Correlation describes the strength and direction of a linear relationship between two quantitative variables.
The main formulas include for independent groups and for the pooled standard deviation. For correlations, ranges from to , and gives the proportion of variance explained by a linear model. Larger absolute values of or usually indicate stronger effects, but interpretation should always consider context, sample size, and study design.
Key Facts
- Cohen's for two independent groups is , where is the pooled standard deviation.
- The pooled standard deviation is .
- For a one-sample or paired comparison, Cohen's can be written as or .
- A common rough guide is small, medium, and large.
- The correlation coefficient satisfies , where the sign gives direction and gives strength.
- The coefficient of determination is , which represents the proportion of variation in one variable explained by the linear relationship with the other variable.
- A common rough guide is weak, moderate, and strong.
- Effect size should be reported with context because the same value of or can be small in one field and important in another.
Vocabulary
- Effect size
- A numerical measure of how large or strong a statistical result is.
- Cohen's d
- An effect size that measures the difference between means in standard deviation units.

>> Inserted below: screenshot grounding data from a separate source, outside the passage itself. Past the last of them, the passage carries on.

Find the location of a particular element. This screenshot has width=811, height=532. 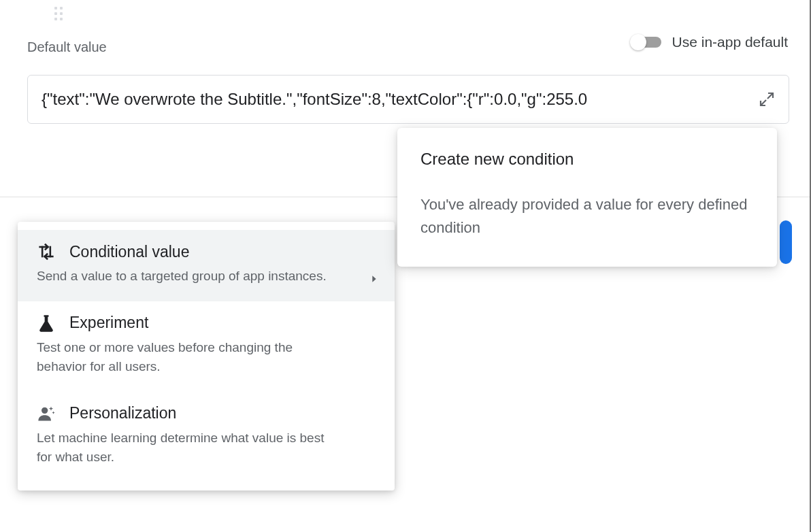

chevron-right-icon is located at coordinates (374, 280).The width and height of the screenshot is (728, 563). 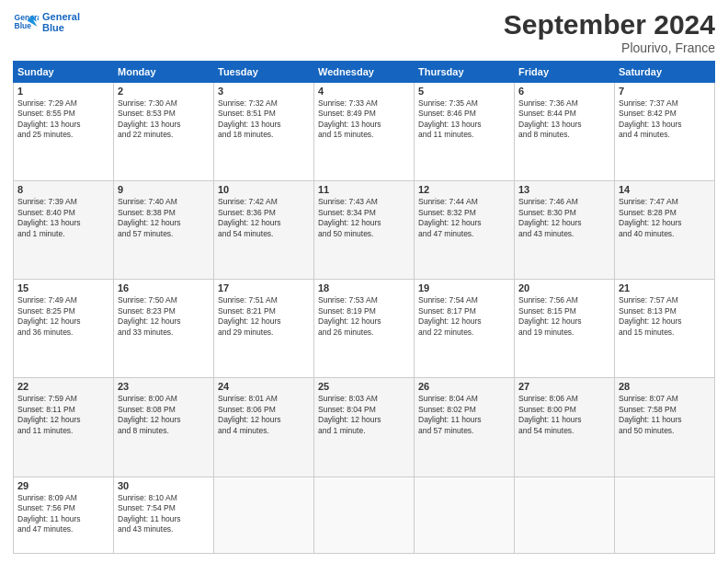 I want to click on day-detail: Sunrise: 8:10 AM Sunset: 7:54 PM Dayligh…, so click(x=164, y=514).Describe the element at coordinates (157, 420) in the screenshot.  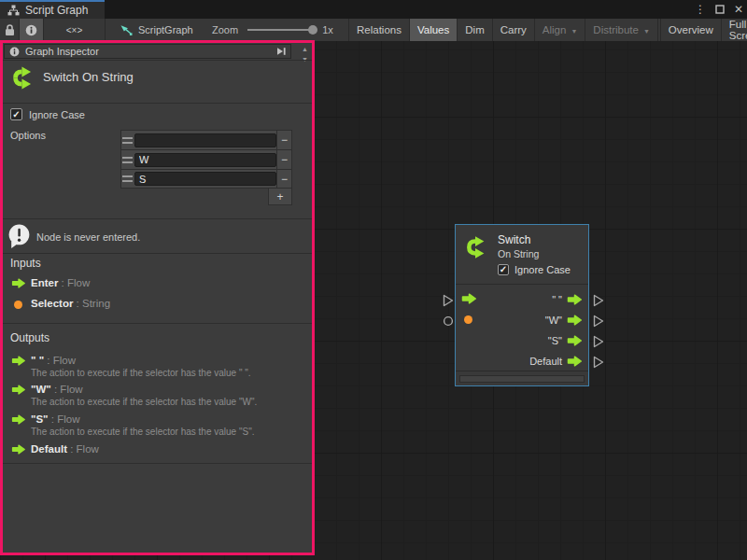
I see `output-row-s: "S" : Flow` at that location.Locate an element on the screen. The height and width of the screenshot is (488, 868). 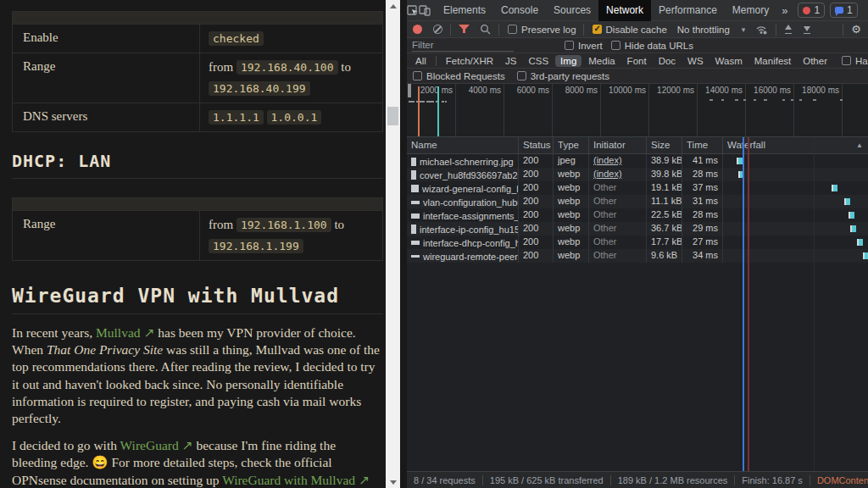
console-errors-badge: 1 is located at coordinates (811, 10).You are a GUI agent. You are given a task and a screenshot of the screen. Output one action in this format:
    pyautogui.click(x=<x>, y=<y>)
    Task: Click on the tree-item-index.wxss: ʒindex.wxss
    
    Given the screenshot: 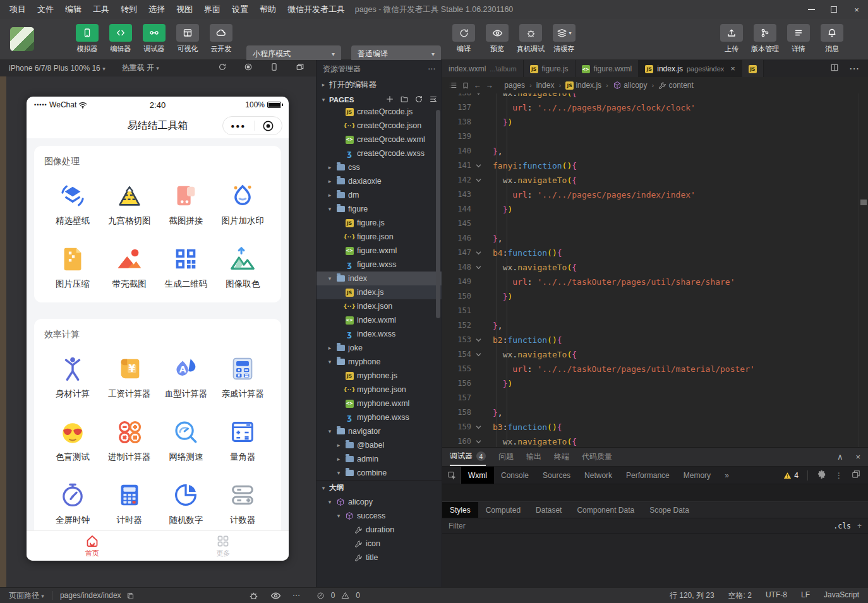 What is the action you would take?
    pyautogui.click(x=379, y=334)
    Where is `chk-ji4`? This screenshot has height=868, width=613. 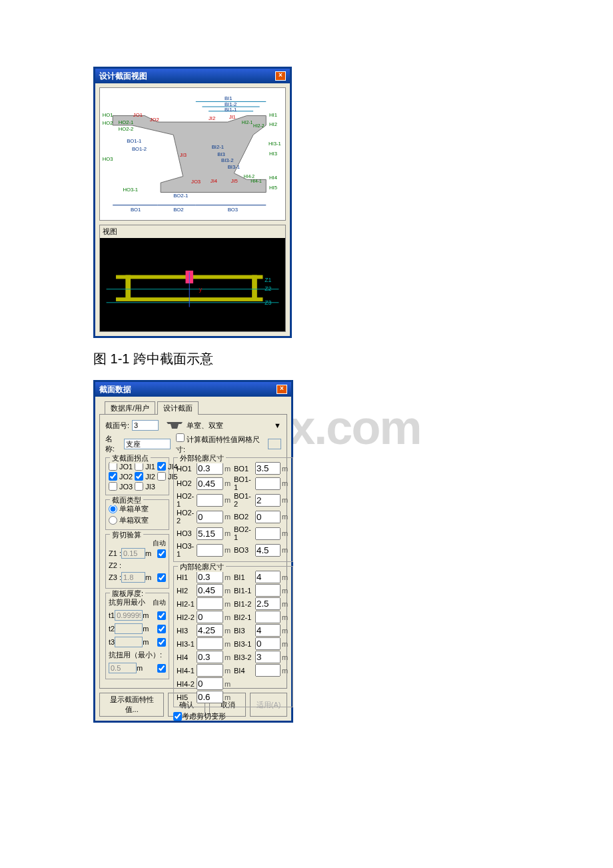 chk-ji4 is located at coordinates (161, 467).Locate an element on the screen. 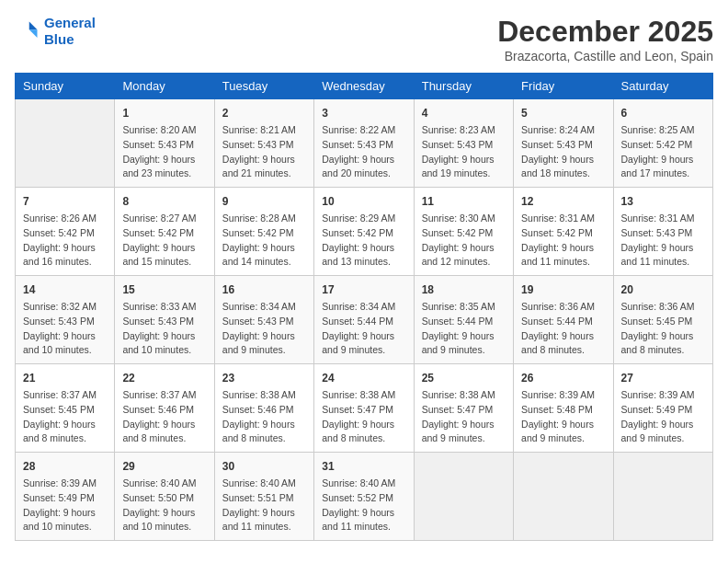 The width and height of the screenshot is (728, 563). header-cell-tuesday: Tuesday is located at coordinates (264, 86).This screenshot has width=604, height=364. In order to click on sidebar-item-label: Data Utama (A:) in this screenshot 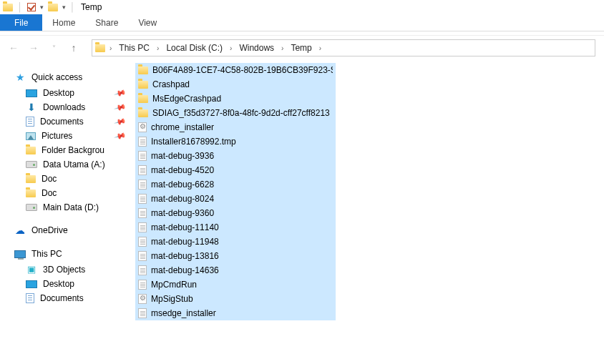, I will do `click(74, 164)`. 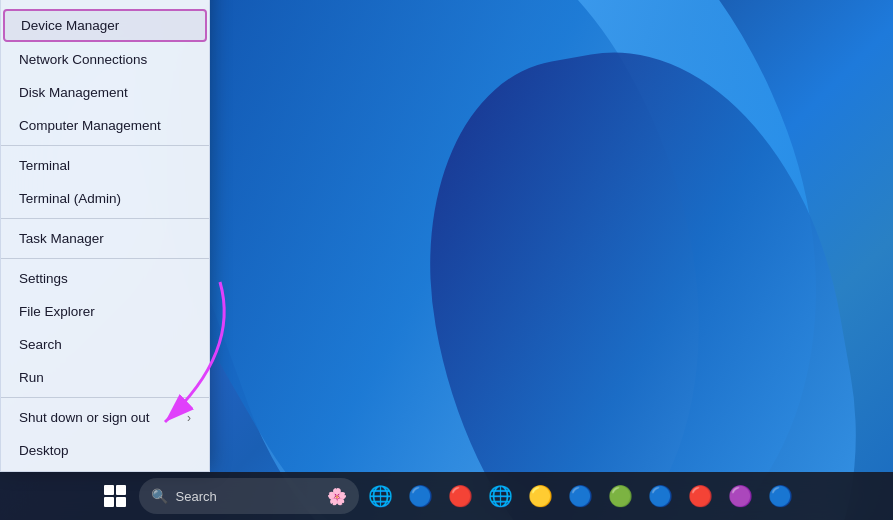 What do you see at coordinates (421, 496) in the screenshot?
I see `taskbar-icon-1: 🔵` at bounding box center [421, 496].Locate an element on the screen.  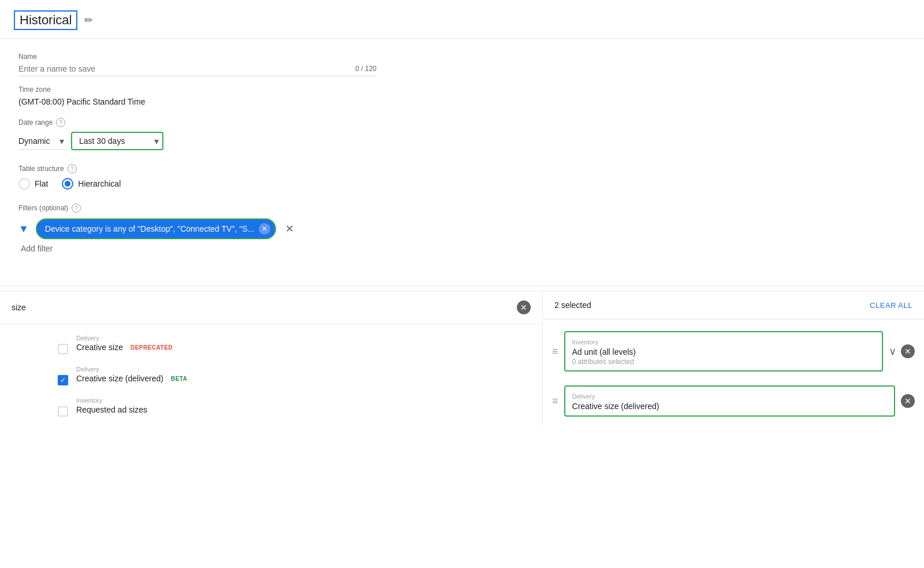
filter-remove-icon: ✕ is located at coordinates (290, 229).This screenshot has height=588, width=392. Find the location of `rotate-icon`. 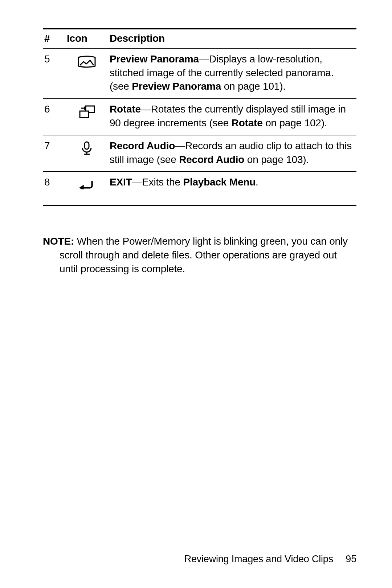

rotate-icon is located at coordinates (87, 111).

- Pooled standard deviation
- A weighted average of two group standard deviations used when comparing independent group means.
- Correlation coefficient
- A value from to that measures the direction and strength of a linear relationship.
- Coefficient of determination
- The value that describes the proportion of variance explained by a linear relationship.
- Practical significance
- The real-world importance of a result, judged by its size, context, and consequences.
Common Mistakes to Avoid
- Treating statistical significance as effect size is wrong because a tiny effect can be statistically significant in a very large sample.
- Ignoring the sign of or is wrong because the sign shows direction, such as which group mean is larger or whether the relationship is positive or negative.
- Using the wrong standard deviation in is wrong because independent-group Cohen's usually requires the pooled standard deviation when group spreads are similar.
- Interpreting as a percent is wrong because , not , gives the proportion of variance explained.
- Calling every or automatically important is wrong because practical importance depends on the subject, measurement scale, and consequences.
Practice Questions
- 1 Two classes have means and , with pooled standard deviation . Find Cohen's .
- 2 A study reports between hours of sleep lost and test score. Find and interpret the direction of the relationship.
- 3 Two groups have , , , and . Compute .
- 4 Explain why a result with might still have a small practical effect size.